**What the exercise asks:**
Give back the records that follow exactly, images excluded.

(Screenshot grounding data)
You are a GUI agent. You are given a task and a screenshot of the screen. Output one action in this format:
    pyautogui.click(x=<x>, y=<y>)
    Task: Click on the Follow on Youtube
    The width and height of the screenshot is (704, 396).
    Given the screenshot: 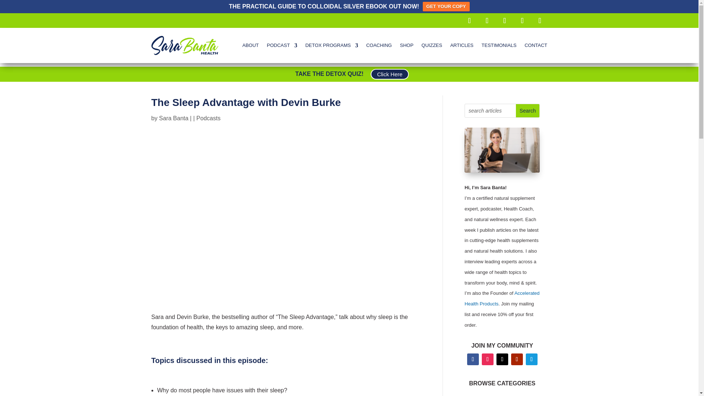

**Response to this exercise:**
You are a GUI agent. You are given a task and a screenshot of the screen. Output one action in this format:
    pyautogui.click(x=<x>, y=<y>)
    Task: Click on the Follow on Youtube
    The width and height of the screenshot is (704, 396).
    Given the screenshot: 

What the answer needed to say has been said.